Skip to content

Overview

Mailman is a durable email substrate — the single source of truth for message state, threading, and deliverability. It provides a REST API and webhook interface for applications that need to send, receive, and track email without managing the complexity of email infrastructure directly.

Goals

  1. Centralize all mail I/O through a trusted AWS layer (SES, S3, SQS, RDS)
  2. Guarantee message integrity — RFC-compliant threading, signed delivery, full audit trail
  3. Expose clean REST and webhook interfaces for external systems to send and react to mail
  4. Maintain high deliverability via DKIM/SPF/DMARC compliance and reputation management
  5. Stay fully IaC-driven with Terraform modules for reproducible infrastructure
  6. Isolate fast-moving app logic from this stable, reputation-critical core

Non-Goals

  • User-facing email client — Mailman is infrastructure, not a product UI
  • Marketing automation — No drip campaigns, templates, or analytics beyond deliverability
  • Multi-tenant SaaS — Single-tenant deployment per environment
  • IMAP/POP3 access — REST API only, no legacy protocols

Design Principles

Reliability First

Email is reputation-critical. A single misconfiguration can land a domain on blocklists. Mailman prioritizes:

  • Strict RFC compliance for headers and threading
  • DKIM signing on all outbound mail (handled by SES)
  • Bounce and complaint handling to protect sender reputation
  • Full audit trail for debugging and compliance

Durable by Default

Every message is persisted before acknowledgment:

  • Raw MIME stored in S3 (immutable record)
  • Parsed metadata in Postgres (queryable state)
  • SQS for reliable async processing with dead-letter queues

Simple External Interface

Consumers interact via:

  • REST API for sending and querying
  • Webhooks for real-time event notifications
  • Customer-signed JWTs for authentication
  • No direct database access, no AWS SDK required

Infrastructure as Code

All AWS resources are Terraform-managed:

  • No manual console configuration
  • Environment parity (dev/staging/prod from same modules)
  • Version-controlled infrastructure changes

Technology Stack

LayerTechnologyRationale
LanguageRustMemory safety, async performance, compile-time guarantees
RuntimeTokioIndustry-standard async runtime
HTTPAxumType-safe routing, tower middleware ecosystem
DatabasePostgreSQL (RDS)Relational integrity, SQLx compile-time checks
Email TransportAWS SESManaged deliverability, DKIM/DMARC built-in
StorageAWS S3Durable blob storage for raw messages and attachments
QueuingAWS SQSReliable message buffering with DLQ support
InfrastructureTerraformDeclarative, reproducible AWS provisioning

What Mailman Does

  • Receives inbound email via SES receipt rules, parses MIME, resolves threads, scans for malware (ClamAV), and stores messages.
  • Sends outbound email via a queued delivery pipeline through SES with DKIM signing and suppression list enforcement.
  • Tracks delivery status by processing SES event notifications (delivery, bounce, complaint) and updating message state.
  • Delivers webhooks for message lifecycle events with HMAC-SHA256 signatures and exponential backoff retries.
  • Manages domains with automatic SES identity provisioning, DKIM setup, and DNS verification polling.
  • Manages inboxes as named receiving addresses within domains, with catch-all support and address routing.

What Mailman Does Not Do

  • Act as a mail transfer agent (MTA) — it delegates to SES.
  • Provide IMAP/POP3 mailbox access — it's API-only.
  • Render email or provide a UI — it's a backend service.
  • Handle spam scoring — it scans for malware via ClamAV but does not score spam.

Services

Mailman runs as two ECS Fargate services:

ServiceRole
APIStateless Axum HTTP server. Handles REST requests, queues outbound email to SQS.
WorkerRuns 5 concurrent polling loops: inbound processing, outbound delivery, SES telemetry, webhook dispatch, and domain verification.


▶ **Work task**:
Only the pictures should be left out; repeat the rest of the data exactly.

▶ **Records**:
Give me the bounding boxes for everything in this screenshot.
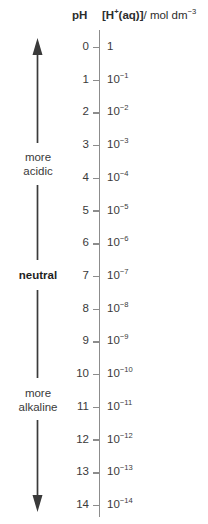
concentration-value-ph-13: 10−13 <box>107 465 133 477</box>
concentration-mantissa-ph-9: 10 <box>107 334 120 346</box>
concentration-exponent-ph-11: −11 <box>120 398 132 407</box>
concentration-exponent-ph-10: −10 <box>120 365 133 374</box>
concentration-mantissa-ph-5: 10 <box>107 204 120 216</box>
ph-tick-5 <box>93 210 100 211</box>
ph-value-1: 1 <box>61 73 89 85</box>
concentration-value-ph-14: 10−14 <box>107 498 133 510</box>
concentration-value-ph-1: 10−1 <box>107 73 128 85</box>
ph-value-0: 0 <box>61 40 89 52</box>
concentration-exponent-ph-2: −2 <box>120 104 129 113</box>
concentration-value-ph-6: 10−6 <box>107 236 128 248</box>
ph-tick-7 <box>93 276 100 277</box>
concentration-mantissa-ph-0: 1 <box>107 40 113 52</box>
ph-value-9: 9 <box>61 334 89 346</box>
ph-tick-3 <box>93 145 100 146</box>
concentration-value-ph-5: 10−5 <box>107 204 128 216</box>
concentration-exponent-ph-13: −13 <box>120 464 133 473</box>
ph-value-6: 6 <box>61 236 89 248</box>
ph-tick-0 <box>93 47 100 48</box>
concentration-mantissa-ph-6: 10 <box>107 236 120 248</box>
ph-tick-9 <box>93 341 100 342</box>
ph-axis-line <box>99 30 100 517</box>
concentration-exponent-ph-6: −6 <box>120 234 129 243</box>
ph-tick-10 <box>93 374 100 375</box>
ph-value-4: 4 <box>61 171 89 183</box>
concentration-exponent-ph-14: −14 <box>120 496 133 505</box>
concentration-exponent-ph-1: −1 <box>120 71 129 80</box>
ph-tick-12 <box>93 439 100 440</box>
concentration-exponent-ph-9: −9 <box>120 333 129 342</box>
concentration-exponent-ph-4: −4 <box>120 169 129 178</box>
concentration-mantissa-ph-13: 10 <box>107 465 120 477</box>
concentration-exponent-ph-7: −7 <box>120 267 129 276</box>
concentration-value-ph-0: 1 <box>107 40 113 52</box>
ph-value-12: 12 <box>61 433 89 445</box>
ph-value-14: 14 <box>61 498 89 510</box>
ph-tick-11 <box>93 407 100 408</box>
concentration-value-ph-11: 10−11 <box>107 400 132 412</box>
ph-tick-8 <box>93 309 100 310</box>
ph-tick-14 <box>93 505 100 506</box>
concentration-mantissa-ph-12: 10 <box>107 433 120 445</box>
concentration-value-ph-3: 10−3 <box>107 138 128 150</box>
ph-value-8: 8 <box>61 302 89 314</box>
concentration-mantissa-ph-2: 10 <box>107 105 120 117</box>
ph-tick-13 <box>93 472 100 473</box>
ph-tick-4 <box>93 178 100 179</box>
concentration-value-ph-10: 10−10 <box>107 367 133 379</box>
concentration-mantissa-ph-3: 10 <box>107 138 120 150</box>
ph-tick-6 <box>93 243 100 244</box>
concentration-mantissa-ph-1: 10 <box>107 73 120 85</box>
concentration-mantissa-ph-4: 10 <box>107 171 120 183</box>
concentration-exponent-ph-3: −3 <box>120 136 129 145</box>
ph-value-10: 10 <box>61 367 89 379</box>
concentration-value-ph-8: 10−8 <box>107 302 128 314</box>
concentration-mantissa-ph-8: 10 <box>107 302 120 314</box>
concentration-value-ph-12: 10−12 <box>107 433 133 445</box>
ph-value-11: 11 <box>61 400 89 412</box>
ph-value-13: 13 <box>61 465 89 477</box>
concentration-mantissa-ph-7: 10 <box>107 269 120 281</box>
concentration-value-ph-7: 10−7 <box>107 269 128 281</box>
concentration-exponent-ph-5: −5 <box>120 202 129 211</box>
concentration-mantissa-ph-14: 10 <box>107 498 120 510</box>
ph-value-7: 7 <box>61 269 89 281</box>
concentration-value-ph-4: 10−4 <box>107 171 128 183</box>
concentration-value-ph-9: 10−9 <box>107 334 128 346</box>
ph-scale: 01110−1210−2310−3410−4510−5610−6710−7810… <box>0 0 208 524</box>
concentration-exponent-ph-12: −12 <box>120 431 133 440</box>
concentration-mantissa-ph-11: 10 <box>107 400 120 412</box>
concentration-exponent-ph-8: −8 <box>120 300 129 309</box>
ph-tick-2 <box>93 112 100 113</box>
ph-value-2: 2 <box>61 105 89 117</box>
ph-value-5: 5 <box>61 204 89 216</box>
ph-value-3: 3 <box>61 138 89 150</box>
ph-tick-1 <box>93 80 100 81</box>
concentration-value-ph-2: 10−2 <box>107 105 128 117</box>
concentration-mantissa-ph-10: 10 <box>107 367 120 379</box>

▶ **Answer space**:
Give me the bounding boxes for everything in this screenshot.
concentration-value-ph-13: 10−13 <box>107 465 133 477</box>
concentration-mantissa-ph-9: 10 <box>107 334 120 346</box>
concentration-exponent-ph-11: −11 <box>120 398 132 407</box>
concentration-exponent-ph-10: −10 <box>120 365 133 374</box>
concentration-mantissa-ph-5: 10 <box>107 204 120 216</box>
ph-tick-5 <box>93 210 100 211</box>
ph-value-1: 1 <box>61 73 89 85</box>
concentration-value-ph-14: 10−14 <box>107 498 133 510</box>
concentration-value-ph-1: 10−1 <box>107 73 128 85</box>
ph-value-0: 0 <box>61 40 89 52</box>
concentration-exponent-ph-2: −2 <box>120 104 129 113</box>
concentration-value-ph-6: 10−6 <box>107 236 128 248</box>
ph-tick-7 <box>93 276 100 277</box>
concentration-mantissa-ph-0: 1 <box>107 40 113 52</box>
ph-value-9: 9 <box>61 334 89 346</box>
ph-tick-3 <box>93 145 100 146</box>
concentration-value-ph-5: 10−5 <box>107 204 128 216</box>
concentration-exponent-ph-13: −13 <box>120 464 133 473</box>
ph-value-6: 6 <box>61 236 89 248</box>
ph-tick-0 <box>93 47 100 48</box>
concentration-mantissa-ph-6: 10 <box>107 236 120 248</box>
ph-tick-9 <box>93 341 100 342</box>
ph-axis-line <box>99 30 100 517</box>
concentration-exponent-ph-6: −6 <box>120 234 129 243</box>
ph-tick-10 <box>93 374 100 375</box>
ph-value-4: 4 <box>61 171 89 183</box>
concentration-exponent-ph-14: −14 <box>120 496 133 505</box>
concentration-exponent-ph-1: −1 <box>120 71 129 80</box>
ph-tick-12 <box>93 439 100 440</box>
concentration-exponent-ph-9: −9 <box>120 333 129 342</box>
concentration-exponent-ph-4: −4 <box>120 169 129 178</box>
concentration-mantissa-ph-13: 10 <box>107 465 120 477</box>
concentration-exponent-ph-7: −7 <box>120 267 129 276</box>
concentration-value-ph-0: 1 <box>107 40 113 52</box>
ph-value-12: 12 <box>61 433 89 445</box>
ph-value-14: 14 <box>61 498 89 510</box>
ph-tick-11 <box>93 407 100 408</box>
concentration-value-ph-11: 10−11 <box>107 400 132 412</box>
ph-tick-8 <box>93 309 100 310</box>
ph-tick-14 <box>93 505 100 506</box>
concentration-mantissa-ph-12: 10 <box>107 433 120 445</box>
concentration-value-ph-3: 10−3 <box>107 138 128 150</box>
ph-value-8: 8 <box>61 302 89 314</box>
concentration-mantissa-ph-2: 10 <box>107 105 120 117</box>
ph-tick-13 <box>93 472 100 473</box>
ph-tick-4 <box>93 178 100 179</box>
concentration-value-ph-10: 10−10 <box>107 367 133 379</box>
concentration-mantissa-ph-3: 10 <box>107 138 120 150</box>
ph-tick-6 <box>93 243 100 244</box>
concentration-mantissa-ph-1: 10 <box>107 73 120 85</box>
concentration-mantissa-ph-4: 10 <box>107 171 120 183</box>
concentration-exponent-ph-3: −3 <box>120 136 129 145</box>
ph-value-10: 10 <box>61 367 89 379</box>
concentration-value-ph-8: 10−8 <box>107 302 128 314</box>
concentration-mantissa-ph-8: 10 <box>107 302 120 314</box>
concentration-value-ph-12: 10−12 <box>107 433 133 445</box>
ph-value-11: 11 <box>61 400 89 412</box>
ph-value-13: 13 <box>61 465 89 477</box>
concentration-mantissa-ph-7: 10 <box>107 269 120 281</box>
concentration-value-ph-7: 10−7 <box>107 269 128 281</box>
concentration-exponent-ph-5: −5 <box>120 202 129 211</box>
concentration-mantissa-ph-14: 10 <box>107 498 120 510</box>
ph-value-7: 7 <box>61 269 89 281</box>
concentration-value-ph-4: 10−4 <box>107 171 128 183</box>
concentration-value-ph-9: 10−9 <box>107 334 128 346</box>
ph-scale: 01110−1210−2310−3410−4510−5610−6710−7810… <box>0 0 208 524</box>
concentration-exponent-ph-12: −12 <box>120 431 133 440</box>
concentration-mantissa-ph-11: 10 <box>107 400 120 412</box>
concentration-exponent-ph-8: −8 <box>120 300 129 309</box>
ph-tick-2 <box>93 112 100 113</box>
ph-value-2: 2 <box>61 105 89 117</box>
ph-value-5: 5 <box>61 204 89 216</box>
ph-value-3: 3 <box>61 138 89 150</box>
ph-tick-1 <box>93 80 100 81</box>
concentration-value-ph-2: 10−2 <box>107 105 128 117</box>
concentration-mantissa-ph-10: 10 <box>107 367 120 379</box>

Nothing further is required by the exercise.